Shelton has provided critical texts and reviews of national exhibitions for the A-N Artists Information Company. She has shown her work with the Jill George Gallery, Rebecca Hossack Gallery, Rarity Gallery (Greece), Wychwood Gallery, and Rise Art. She was also awarded the second-prize Neo:artprize 2013 for Black Holes at Weymouth. In 2015, Shelton’s work appeared in the Sunday Times Watercolour Exhibition and the Discerning Eye, selected by curator Stephen Snoddy at the Mall Galleries, London.

In 2026, Shelton was included in the Landscape Open at the Salisbury Museum and is currently showing at The Rodd for the Sidney Nolan Art Prize summer show. Her work has been sold at many national and international art fairs and is held in numerous private and public collections around the world.

Statement

My work begins with observation, recording the comings and goings of people on the streets and at the beach. In the city, the dynamics of the street are orchestrated by architecture, walkways, and signs, where changing lights dictate the flow of the space. By eliminating the surrounding matter, the distinct lines, clusters, and energies of these human groupings are revealed.

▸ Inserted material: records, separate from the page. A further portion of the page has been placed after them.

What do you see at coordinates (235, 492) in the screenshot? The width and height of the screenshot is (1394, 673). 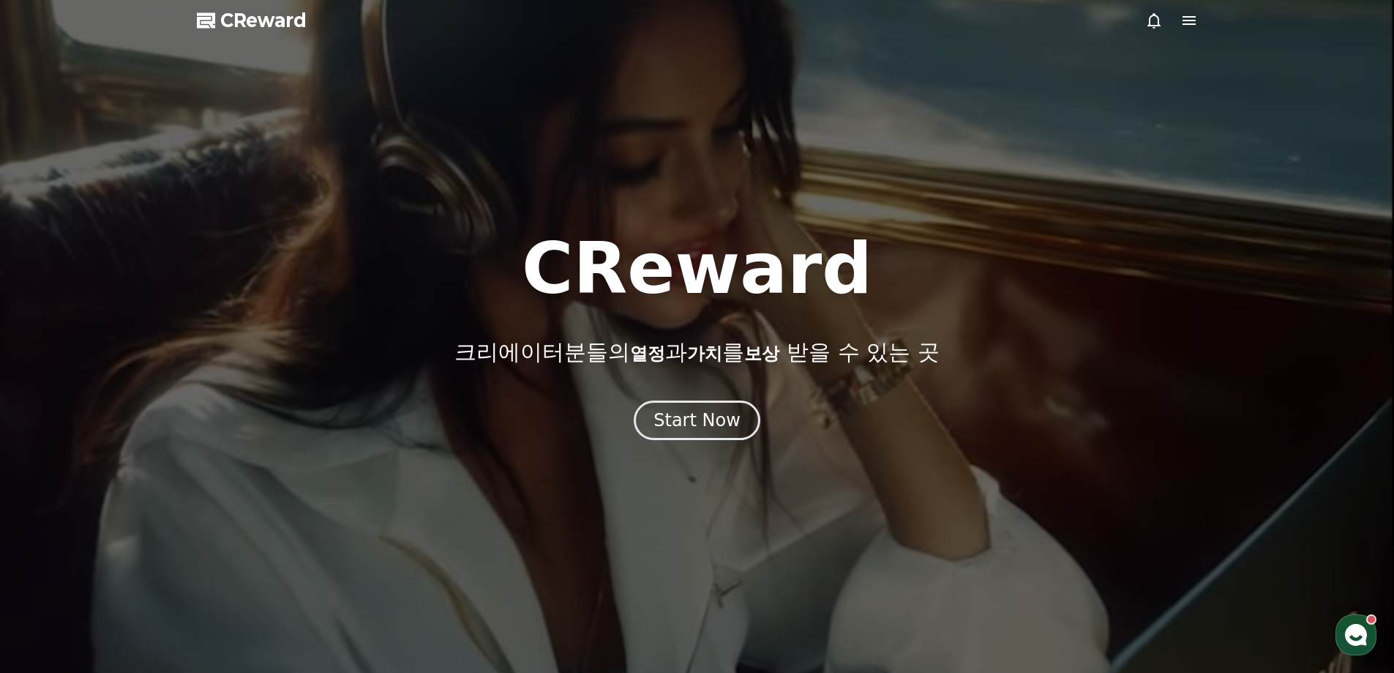 I see `span: 설정` at bounding box center [235, 492].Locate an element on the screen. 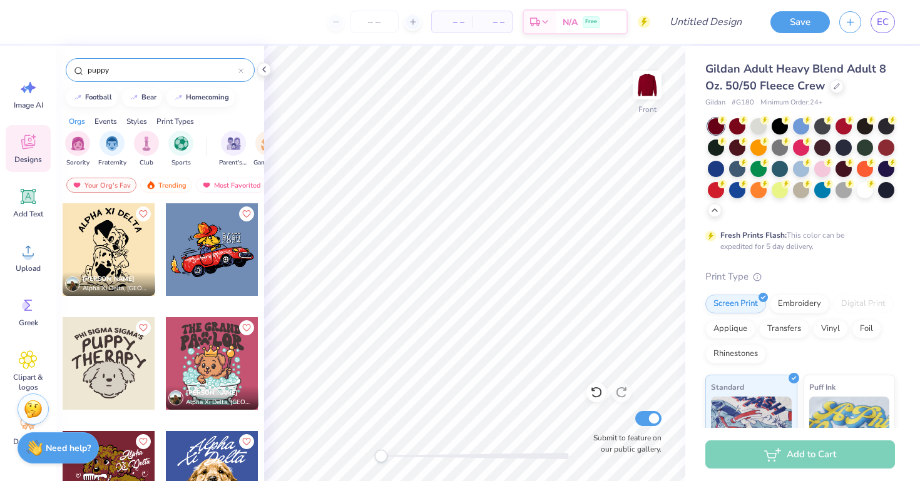 The height and width of the screenshot is (481, 920). img: Fraternity Image is located at coordinates (112, 143). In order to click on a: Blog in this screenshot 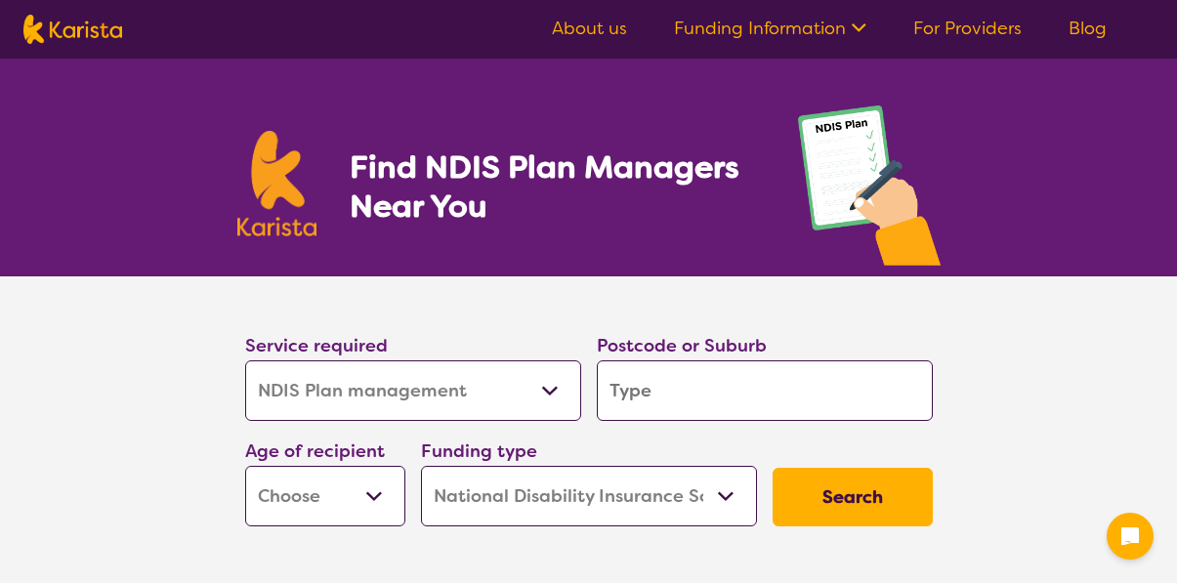, I will do `click(1087, 28)`.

The beach, by contrast, plays host to a different kind of gathering, almost a religious experience of worshipping the sun, sand, and sea. People arrive with all their paraphernalia to soak up the sun and the vibrant atmosphere. Stripped of the seascape itself, the composition relies on the straight lines and semi-circles of the bays, where the ocean cuts the frame like a sharp margin on a page.

These photographs are ultimately translated into paintings and drawings on sprayed white aluminum panels. Chosen for their clean surface and ease of flow, these panels allow watercolour to melt and float, and graphite to blend seamlessly. The final works are lacquered to seal and finish the surface.